Friday Flicks: ‘Damsel’, ‘Incident in a Ghost Land’, ‘Distorted’
The 2018 indie Western black comedy Damsel has settled into a quiet but steady afterlife on streaming, far from the limited theatrical window that greeted it in June of that year. The Zellner brothers crafted a sly, off-center take on frontier tropes, and their follow-up to Kumiko, the Treasure Hunter still rewards viewers who like their genre films with a crooked smile.
Critical Reception and Legacy
Critics greeted the film with measured enthusiasm. It earned a 67 percent approval rating on Rotten Tomatoes, where reviewers highlighted the humor, narrative twists, and striking cinematography while noting its deliberate, almost stately pace. Metacritic placed the score at 63, indicating generally favorable notices. The modest box office total of roughly $323,000 worldwide reflected its limited release strategy rather than audience rejection. Over time the picture has found a modest cult following among viewers who appreciate its willingness to upend expectations about who gets to be the hero in a Western.

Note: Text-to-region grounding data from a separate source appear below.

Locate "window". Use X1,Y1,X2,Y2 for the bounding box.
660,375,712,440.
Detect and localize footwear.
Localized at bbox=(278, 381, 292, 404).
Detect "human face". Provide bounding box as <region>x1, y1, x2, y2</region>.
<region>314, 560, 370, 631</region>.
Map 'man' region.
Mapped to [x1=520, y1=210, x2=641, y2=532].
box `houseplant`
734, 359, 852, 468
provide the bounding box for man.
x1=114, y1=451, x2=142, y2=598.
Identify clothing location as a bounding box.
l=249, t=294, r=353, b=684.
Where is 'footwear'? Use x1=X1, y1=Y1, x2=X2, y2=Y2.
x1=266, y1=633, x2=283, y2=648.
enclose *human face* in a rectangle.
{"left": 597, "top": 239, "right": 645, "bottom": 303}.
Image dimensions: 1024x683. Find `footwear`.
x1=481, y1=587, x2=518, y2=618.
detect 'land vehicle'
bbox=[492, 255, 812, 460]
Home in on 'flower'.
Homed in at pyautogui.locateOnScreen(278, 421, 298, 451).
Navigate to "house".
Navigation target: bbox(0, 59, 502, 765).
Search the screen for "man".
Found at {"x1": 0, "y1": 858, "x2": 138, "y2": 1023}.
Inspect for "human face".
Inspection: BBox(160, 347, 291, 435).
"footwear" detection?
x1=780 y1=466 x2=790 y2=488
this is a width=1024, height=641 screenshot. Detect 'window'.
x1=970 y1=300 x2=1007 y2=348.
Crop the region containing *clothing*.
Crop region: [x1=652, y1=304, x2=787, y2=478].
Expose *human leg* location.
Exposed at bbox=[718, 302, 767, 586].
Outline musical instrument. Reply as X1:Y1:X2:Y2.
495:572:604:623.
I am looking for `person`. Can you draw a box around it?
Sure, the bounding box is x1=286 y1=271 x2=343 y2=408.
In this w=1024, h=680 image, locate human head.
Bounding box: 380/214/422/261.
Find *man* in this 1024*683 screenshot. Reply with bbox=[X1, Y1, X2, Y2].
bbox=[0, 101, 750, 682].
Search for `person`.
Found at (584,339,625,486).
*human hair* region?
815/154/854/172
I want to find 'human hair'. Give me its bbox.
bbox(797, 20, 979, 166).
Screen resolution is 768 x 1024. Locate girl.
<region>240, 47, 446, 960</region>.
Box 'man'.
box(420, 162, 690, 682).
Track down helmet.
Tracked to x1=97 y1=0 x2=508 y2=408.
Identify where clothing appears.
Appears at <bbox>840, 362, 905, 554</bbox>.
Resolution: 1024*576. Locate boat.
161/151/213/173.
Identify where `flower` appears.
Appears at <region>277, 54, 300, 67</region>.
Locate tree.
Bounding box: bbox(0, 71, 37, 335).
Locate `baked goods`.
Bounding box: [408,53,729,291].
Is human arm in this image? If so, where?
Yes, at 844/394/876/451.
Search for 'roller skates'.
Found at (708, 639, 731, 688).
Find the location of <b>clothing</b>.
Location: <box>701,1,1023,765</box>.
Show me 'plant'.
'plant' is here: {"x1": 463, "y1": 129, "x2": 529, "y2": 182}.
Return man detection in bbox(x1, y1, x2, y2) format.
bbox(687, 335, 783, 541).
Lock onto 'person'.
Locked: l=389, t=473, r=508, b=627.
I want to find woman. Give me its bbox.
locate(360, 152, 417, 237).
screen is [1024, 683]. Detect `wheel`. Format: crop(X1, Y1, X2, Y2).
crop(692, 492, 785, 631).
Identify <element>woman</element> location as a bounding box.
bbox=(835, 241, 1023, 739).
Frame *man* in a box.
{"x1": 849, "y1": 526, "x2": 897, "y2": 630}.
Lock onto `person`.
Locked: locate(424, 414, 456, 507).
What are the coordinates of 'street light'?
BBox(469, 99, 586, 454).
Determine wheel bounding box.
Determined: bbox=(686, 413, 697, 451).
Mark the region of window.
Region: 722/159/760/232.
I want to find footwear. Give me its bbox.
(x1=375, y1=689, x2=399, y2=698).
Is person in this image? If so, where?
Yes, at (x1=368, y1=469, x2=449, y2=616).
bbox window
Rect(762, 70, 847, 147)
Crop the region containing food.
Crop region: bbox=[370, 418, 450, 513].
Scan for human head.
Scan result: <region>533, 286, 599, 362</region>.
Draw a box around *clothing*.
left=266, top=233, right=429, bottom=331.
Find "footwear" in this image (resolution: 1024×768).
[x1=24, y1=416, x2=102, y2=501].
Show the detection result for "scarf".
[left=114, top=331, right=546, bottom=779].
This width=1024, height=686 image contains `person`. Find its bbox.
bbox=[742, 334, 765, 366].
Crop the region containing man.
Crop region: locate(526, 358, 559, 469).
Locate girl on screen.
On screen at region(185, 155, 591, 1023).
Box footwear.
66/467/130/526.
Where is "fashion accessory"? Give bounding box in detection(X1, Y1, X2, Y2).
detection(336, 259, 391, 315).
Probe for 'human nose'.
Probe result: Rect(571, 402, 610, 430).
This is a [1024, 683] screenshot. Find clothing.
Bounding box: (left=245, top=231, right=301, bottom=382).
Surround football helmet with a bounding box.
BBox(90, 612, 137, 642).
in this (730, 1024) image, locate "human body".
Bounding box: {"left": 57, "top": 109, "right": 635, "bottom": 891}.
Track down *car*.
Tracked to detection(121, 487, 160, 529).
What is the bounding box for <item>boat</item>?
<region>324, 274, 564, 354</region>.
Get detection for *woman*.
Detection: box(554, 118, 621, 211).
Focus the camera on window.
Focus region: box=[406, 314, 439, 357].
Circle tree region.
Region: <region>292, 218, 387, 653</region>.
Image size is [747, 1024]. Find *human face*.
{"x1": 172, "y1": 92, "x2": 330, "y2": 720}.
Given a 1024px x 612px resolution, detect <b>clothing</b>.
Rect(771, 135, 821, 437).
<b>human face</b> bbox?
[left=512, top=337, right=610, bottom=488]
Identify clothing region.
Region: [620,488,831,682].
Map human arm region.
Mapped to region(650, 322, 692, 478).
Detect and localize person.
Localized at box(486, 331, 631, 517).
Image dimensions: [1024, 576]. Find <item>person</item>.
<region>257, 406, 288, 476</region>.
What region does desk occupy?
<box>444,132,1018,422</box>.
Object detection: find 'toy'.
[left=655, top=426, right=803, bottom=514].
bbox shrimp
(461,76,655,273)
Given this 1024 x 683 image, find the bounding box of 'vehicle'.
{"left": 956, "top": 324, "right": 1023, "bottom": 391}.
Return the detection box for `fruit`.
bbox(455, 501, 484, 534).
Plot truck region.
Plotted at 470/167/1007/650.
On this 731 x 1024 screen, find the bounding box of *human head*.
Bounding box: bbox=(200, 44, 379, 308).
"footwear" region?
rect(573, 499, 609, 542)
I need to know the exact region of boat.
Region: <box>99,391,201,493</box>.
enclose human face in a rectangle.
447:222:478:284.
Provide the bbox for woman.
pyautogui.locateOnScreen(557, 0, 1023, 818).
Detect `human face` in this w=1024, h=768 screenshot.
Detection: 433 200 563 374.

Streaming and Home Viewing Availability
After its brief theatrical run, Damsel moved to streaming platforms within months. It remains accessible on major services, making the 2018 title easier to locate in 2026 than it ever was in multiplexes. Home media editions have also kept the film in circulation for collectors who prefer physical copies of Zellner projects.
The Zellner Brothers’ Filmography Context
The directors built their reputation on deadpan character studies and genre reinvention, and Damsel sits comfortably in that lineage. Their prior feature Kumiko, the Treasure Hunter established the same mix of melancholy and absurdist humor that reappears here, now transplanted to the American West. The brothers continue to favor small-scale stories that reward close attention to tone and performance over spectacle.
Note on Title Similarity
Viewers searching the title should note that a separate 2024 Netflix fantasy film also called Damsel exists, starring Millie Bobby Brown. The two projects share nothing beyond the name. The 2018 Zellner film remains a distinct Western black comedy with its own cast, tone, and production history.
The core story follows Samuel Alabaster, an affluent pioneer played by Robert Pattinson, who travels deep into the frontier in 1870 to marry his intended, Penelope, portrayed by Mia Wasikowska. A miniature horse named Butterscotch and a traveling parson named Henry add to the strange company. As the journey grows treacherous, the film steadily blurs the lines between hero, villain, and damsel in distress. Magnolia Pictures handled the limited release, and the same company has kept the title available for later audiences. The Zellner brothers wrote and directed, bringing their signature deadpan sensibility to a story that refuses to settle into conventional Western morality. The result is a film that feels both of its moment and oddly timeless, a reminder that the oldest genre stories can still be told slantwise when the right filmmakers take them on.